Please, it’s important to keep in mind what the people on the ground are fighting for. Anti-fascist protests are not happening to “scare” people in the suburbs or whatever. A political statement like “Black Lives Matter” stands for what it stands for literally, but it is also a call to revolutionize and turnover the white supremicist bedrock of America (and Canada too). The people in Portland — the ones using leafblowers to disperse tear gas, the incoming Wall of Moms, the organizations seeking to defund and abolish the police — are trying to act in the best interests of the most vulnerable people in our society. They’re not just careening around town looking to start fires. They’re demanding recognition from the people in power, laying out terms, actionable items, and a new direction for all. Voting is nice and good, of course, but historically this recognition has been hard to come by through elections and has only been achieved by direct action. (There’s a reason we know who John Lewis was and why his passing was so sad.) It may be hard to see that at times — protests are loud and messy, and sometimes the footage coming out of them is indeed scary — but that is the ultimate end goal.
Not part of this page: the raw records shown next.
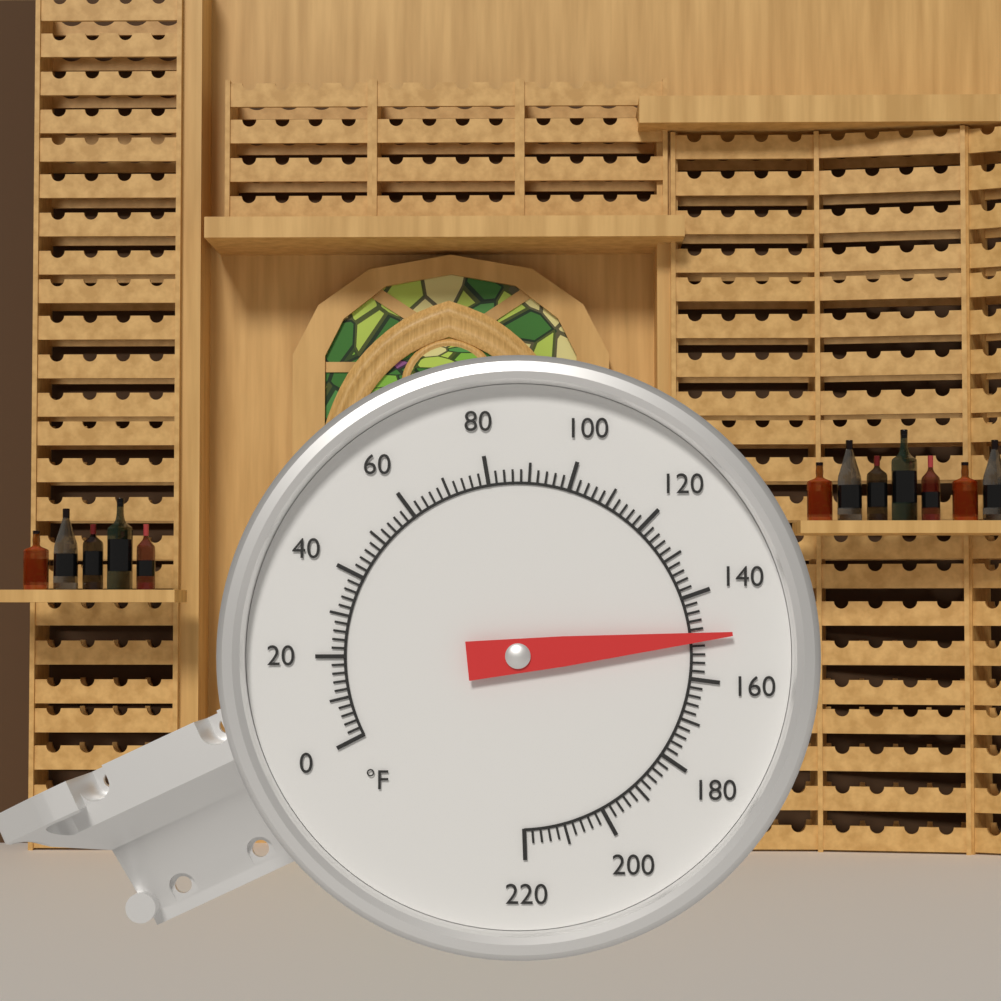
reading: 150 °F
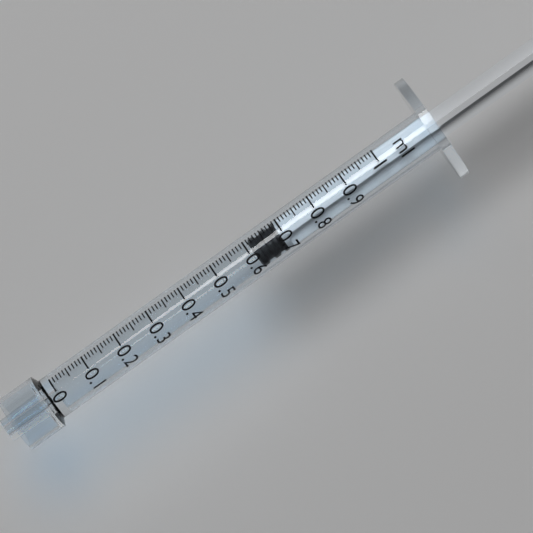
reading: 0.61 ml
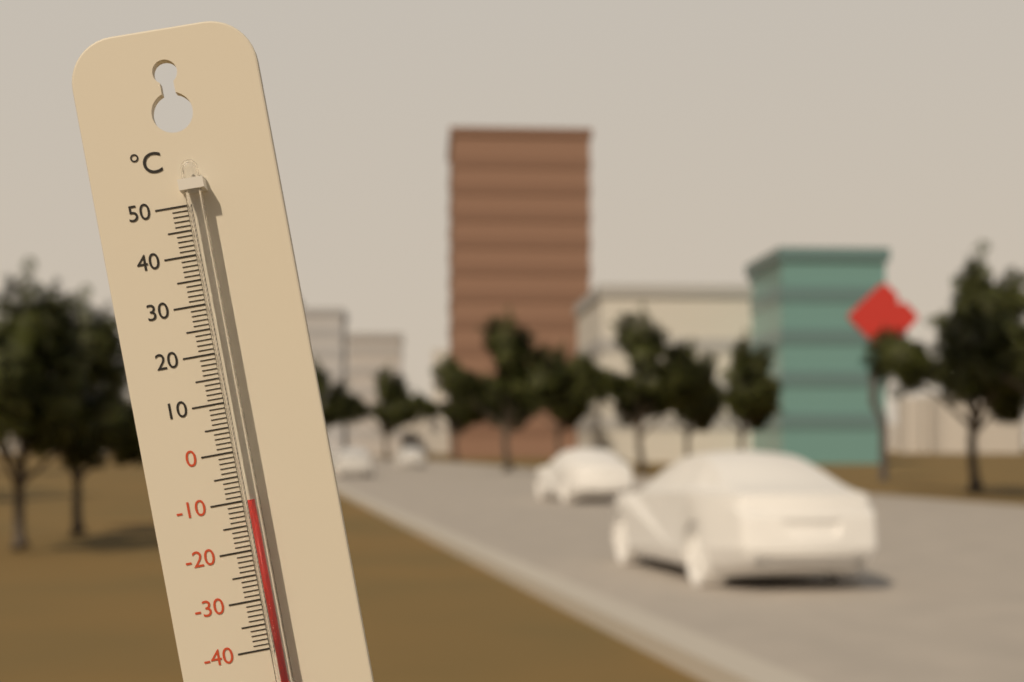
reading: -10 °C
Remember: if the standard response to the requests of the people, large numbers of folks tired of being trampled on by the casual malice and inaction of the state, is to just charge in swinging a baton, or to corral and imprison people, or to calculate just how far to go with suspending or removing the inalienable rights of every man, woman, and child in the nation, well then: that’s bad. That is facism, happening in real time. It’s a notion, a will to power, that must be met by as much counter-force as possible.
To suggest peace will only be found via appeasement, to allow those in power to accrue even more power, is to fundamentally misunderstand what is at stake.